What does it mean to truly care about someone? I’ve been struggling with this for a while and here’s where I’ve arrived: real care means being there when no-one else is and it means giving someone the feedback they need to grow. 

The first one is easier. Being there for a friend when they hit rock bottom. We become the safety in the storm. It can be draining but it is also rewarding to know that we are truly helping someone. And when we have been there ourselves we know the deep solace it brings to have someone there with us, telling us we aren’t alone and aren’t crazy. 

But being there isn’t as easy as giving a friend or colleague the feedback they need to grow and see themselves, and the world, in a new, transformative way. That kind of care is at another level and I’ve come to think of it as “next level” caring. When we get out of our comfort zone to help someone we care about become the person they are meant to be.

We all need honest feedback to grow. It’s a critical nutrient. It’s like sunlight. But we rarely get it. And this essentially starves our emotional and spiritual selves. Which leads to an internal atrophying. Just like eating sugar when we need protein, we ingest our own beliefs and fears which alienate us from a larger reality and limit our potential. Although we can break through with learning and reflection there is nothing as effective as having someone we know and trust tell us the truth. One honest conversation can do more than a year of meditation. “You only talk about yourself, why don’t you ask me about my life?”, “Don’t you see that you are an artist? Stop fighting it”, "You are being manipulative, stop it." There is an authority that comes from a trusted external source which can uniquely disrupt our internal narrative. If you want to change your life, change your internal narrative. That may mean you also need to change your friends.

Next level caring means valuing the person, the friend, even more than the friendship. 

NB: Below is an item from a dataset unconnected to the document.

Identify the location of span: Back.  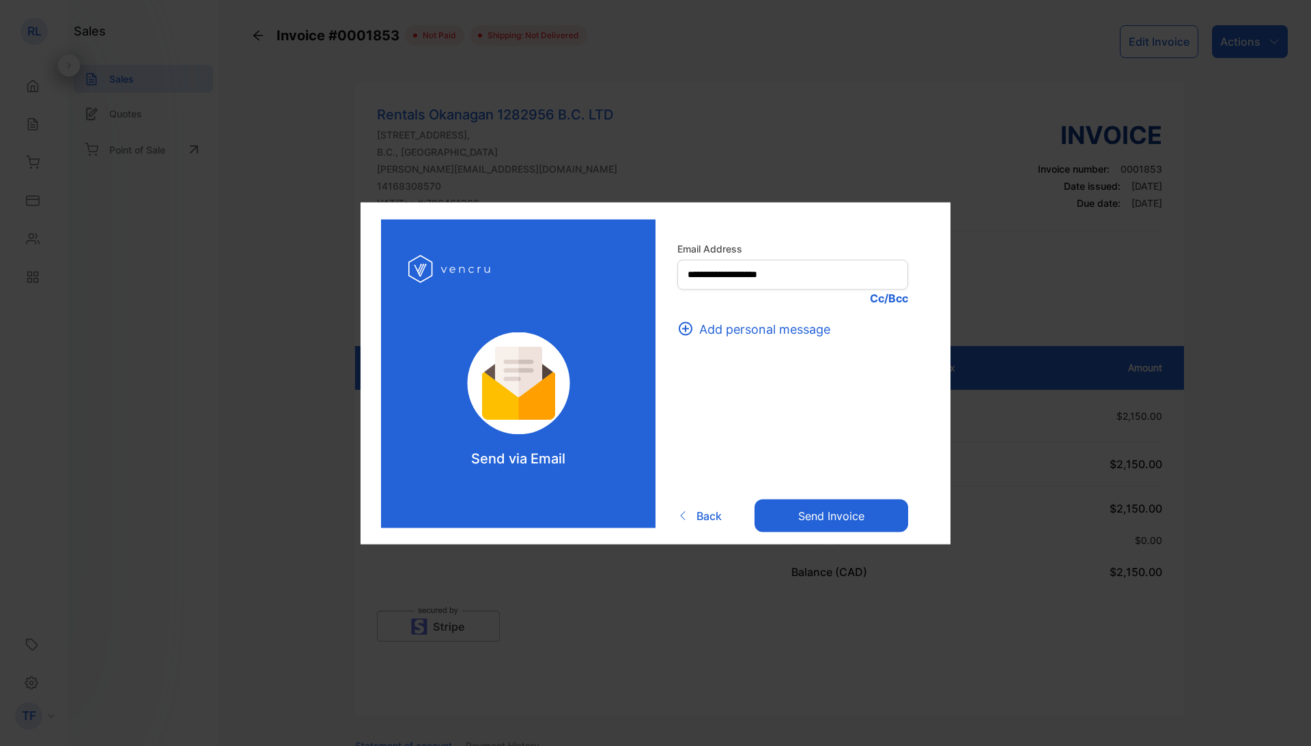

I want to be that kind of friend and I want to have that kind of friend. I feel blessed to have many people in my life that can be that kind of friend to me, even when I don’t “want” it. A friend that can tell me their truth about my life. Unvarnished, real feedback and insights. I want to give and receive next level care.

Be Kind Again

Our country, and our world, is swimming in hatred and anger. The cause is entirely self-inflicted. We’ve backed ourselves into personalized corners of reality. In doing so, we’ve weakened our natural abilities to empathize and connect with other humans. This isn’t a right or left, old or young thing, it’s all of us. At least all of us reading these words. Which is part of the problem.

Surrounding ourselves with those that disagree with us will help, but it’s no silver bullet. Quitting the internet is not the cure, but some distance is healthy. We must return to kindness. Assuming the best in others. Seeing the potential not the threat. And we must do this both online and in-person. The internet needs to become more human. Otherwise we, or it, will not survive. 

We must remember that our world is more prosperous, safe and accessible than it has ever been. The roar we hear is artificially amplified and mostly fiction. And it is obscuring the real pain that fellow humans experience every second of every day. There are real problems but we lose them in our personalized roar.

Let’s not value our personal safety over the critical need to stick together. Let's find and fight a common enemy, not each other. 

Humans can choose how they behave. Let's use that power. Let’s be kind again.